A soft smile lit her face. “I love you, too, my child. More than you can possibly know.”
Chapter Fourteen
The hazy sun hovered on the horizon, anticipating its dive behind the curve of the earth. Wind buffeted Maggie on the motorcycle, an occasional bug pinged off the helmet visor covering her face and she had the sensation she was flying through space on a low rocket. All she could do was keep her arms around Tony and hang on for dear life.
He’d seemed distracted while they ate pie with Stella. Now she could feel the tension in his muscles, and he was going faster than usual. What had his nonna talked to him about?
The roar of the motorcycle was too loud to ask. But as soon as she stepped on terra firma again, she was going to find out.
He turned into the driveway, stopped and sat there, motorcycle vibrating.
She waited for him to switch off the engine and lights.
“Y
ou can climb off,” he yelled over the idling machine. “I’m going for a ride.”
Apparently, Stella had brought up things he wanted to think over. But he was too preoccupied to go riding off by himself. Besides, he probably wouldn’t come back until after she was in bed, which meant she wouldn’t get any answers tonight about his talk with Stella. Not gonna happen. “I’ll go with you,” she yelled back.

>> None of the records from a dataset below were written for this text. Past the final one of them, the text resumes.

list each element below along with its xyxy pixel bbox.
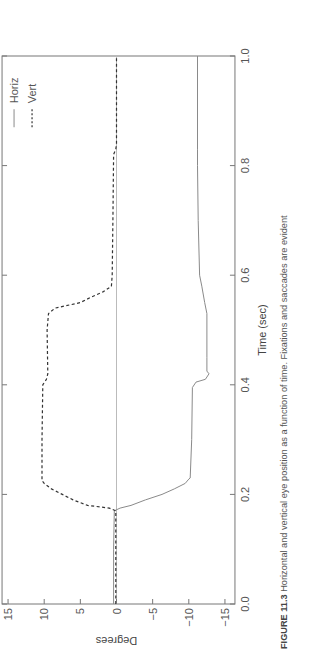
degree-tick-label: −15: [219, 608, 231, 627]
degree-tick-label: −5: [147, 608, 159, 621]
time-tick-label: 0.2: [239, 487, 251, 502]
x-axis-label: Time (sec): [256, 304, 268, 356]
plot-area: [2, 56, 235, 604]
legend-vert-label: Vert: [26, 84, 38, 104]
degree-tick-label: 10: [38, 608, 50, 620]
figure-caption-text: Horizontal and vertical eye position as …: [279, 215, 289, 592]
figure-number: FIGURE 11.3: [279, 594, 289, 649]
y-axis-label: Degrees: [95, 635, 137, 647]
plot-frame: [2, 56, 235, 604]
time-tick-label: 0.4: [239, 377, 251, 392]
series-horiz-line: [114, 56, 209, 604]
legend-horiz-label: Horiz: [8, 78, 20, 104]
time-tick-label: 0.0: [239, 596, 251, 611]
degrees-axis-ticks: 151050−5−10−15: [2, 599, 231, 627]
degree-tick-label: −10: [183, 608, 195, 627]
rotated-figure: 0.00.20.40.60.81.0 151050−5−10−15 Time (…: [0, 0, 310, 653]
time-tick-label: 1.0: [239, 48, 251, 63]
degree-tick-label: 5: [74, 608, 86, 614]
figure-caption: FIGURE 11.3 Horizontal and vertical eye …: [279, 215, 289, 649]
degree-tick-label: 15: [2, 608, 14, 620]
eye-position-chart: 0.00.20.40.60.81.0 151050−5−10−15 Time (…: [0, 0, 310, 653]
series-vert-line: [42, 56, 117, 604]
legend: Horiz Vert: [8, 78, 38, 128]
time-axis-ticks: 0.00.20.40.60.81.0: [2, 48, 251, 611]
time-tick-label: 0.8: [239, 158, 251, 173]
degree-tick-label: 0: [111, 608, 123, 614]
time-tick-label: 0.6: [239, 268, 251, 283]
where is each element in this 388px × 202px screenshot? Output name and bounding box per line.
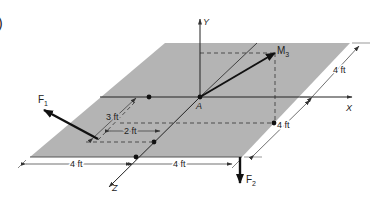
y-axis-label: Y [203,17,210,27]
ext-tick-left [18,160,26,168]
dim-right-bottom-label: 4 ft [277,120,290,130]
panel-marker: ) [0,15,3,31]
point-x-neg [147,95,152,100]
dim-3ft-label: 3 ft [106,112,119,122]
origin-point [198,95,203,100]
x-axis-label: X [345,103,353,113]
force-f2-label: F2 [246,174,256,187]
dim-bottom-left-label: 4 ft [70,159,83,169]
origin-label: A [195,101,202,111]
plate [30,43,350,157]
force-f1-label: F1 [38,94,48,107]
dim-2ft-label: 2 ft [124,126,137,136]
dim-bottom-right-label: 4 ft [173,159,186,169]
z-axis-label: Z [111,183,118,193]
point-z-edge [134,155,139,160]
plate-diagram: ) 3 ft 2 ft F1 M3 A Y X Z 4 ft 4 ft 4 [0,0,388,202]
dim-right-top-label: 4 ft [333,65,346,75]
point-m3-proj [272,121,277,126]
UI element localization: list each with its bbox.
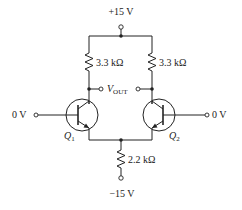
- right-collector-resistor-label: 3.3 kΩ: [159, 57, 186, 68]
- q2-collector: [152, 101, 163, 109]
- q2-label: Q2: [169, 130, 180, 143]
- q2-emitter-arrow-icon: [152, 124, 158, 129]
- circuit-diagram: +15 V 3.3 kΩ 3.3 kΩ VOUT 0 V Q1: [0, 0, 242, 210]
- left-collector-resistor-label: 3.3 kΩ: [96, 57, 123, 68]
- negative-supply-label: −15 V: [109, 188, 135, 199]
- right-output-dot: [150, 87, 154, 91]
- q2-input-terminal: [205, 113, 209, 117]
- positive-supply-terminal: [119, 25, 123, 29]
- vout-label: VOUT: [107, 83, 128, 96]
- q1-label: Q1: [64, 130, 75, 143]
- positive-supply-label: +15 V: [108, 6, 134, 17]
- emitter-resistor-label: 2.2 kΩ: [128, 154, 155, 165]
- top-junction-dot: [119, 34, 123, 38]
- q1-collector: [78, 101, 89, 109]
- left-collector-resistor: [85, 53, 93, 71]
- negative-supply-terminal: [119, 176, 123, 180]
- q2-input-label: 0 V: [212, 109, 227, 120]
- q1-input-terminal: [34, 113, 38, 117]
- emitter-resistor: [117, 150, 125, 168]
- right-collector-resistor: [148, 53, 156, 71]
- q1-input-label: 0 V: [12, 109, 27, 120]
- q1-emitter-arrow-icon: [84, 124, 90, 129]
- right-output-terminal: [136, 87, 140, 91]
- left-output-terminal: [99, 87, 103, 91]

He turned his head to look at her. “You’re too scared.”
“Not anymore.”
“I have the bruised ribs to prove it.”
She gave him the I’m-onto-you look that always got results. “You’re trying to get rid of me?”
“Hang on.” He took off out of the driveway.
Success, of sorts. He hadn’t left her behind, but now, she was flying through the twilight, hanging on for her life again.
The engine of the giant machine droned on, mile after mile after mile. Dusk faded to evening. All she could do was relax, trust he’d keep them safe and hold him close, as if he belonged to her.
Finally, he pulled onto a narrow, gravel service road along Rainbow Lake, stopped and shut off the motor and lights. The lap of the waves on the lake and the din of frogs and crickets filled the night.
Drawing in the fresh scent of the spring-fed lake, she looked around. Lights from the few houses along the shoreline reflected off the water, but with the moon playing hide-and-seek with the clouds, it was too dark to see much else. “What are we doing here?”
“Not sure. But as long as we are, let’s see if the old diving platform is still hanging in the tree.”
“Where is it?”
“A mile or so ahead.”
“I’ll come with you, provided my legs ever stop vibrating, so I can crawl off this thing. Of course, then there will be standing on them.” She unwound her arms and maneuvered herself off the machine.
He climbed off, too, and towered over her as if ready to pick up the pieces if need be.
“I’m standing,” she said in triumph. She removed the heavy helmet and handed it to him, then shook out her hair.
He stood there, watching her, a questioning look on his face.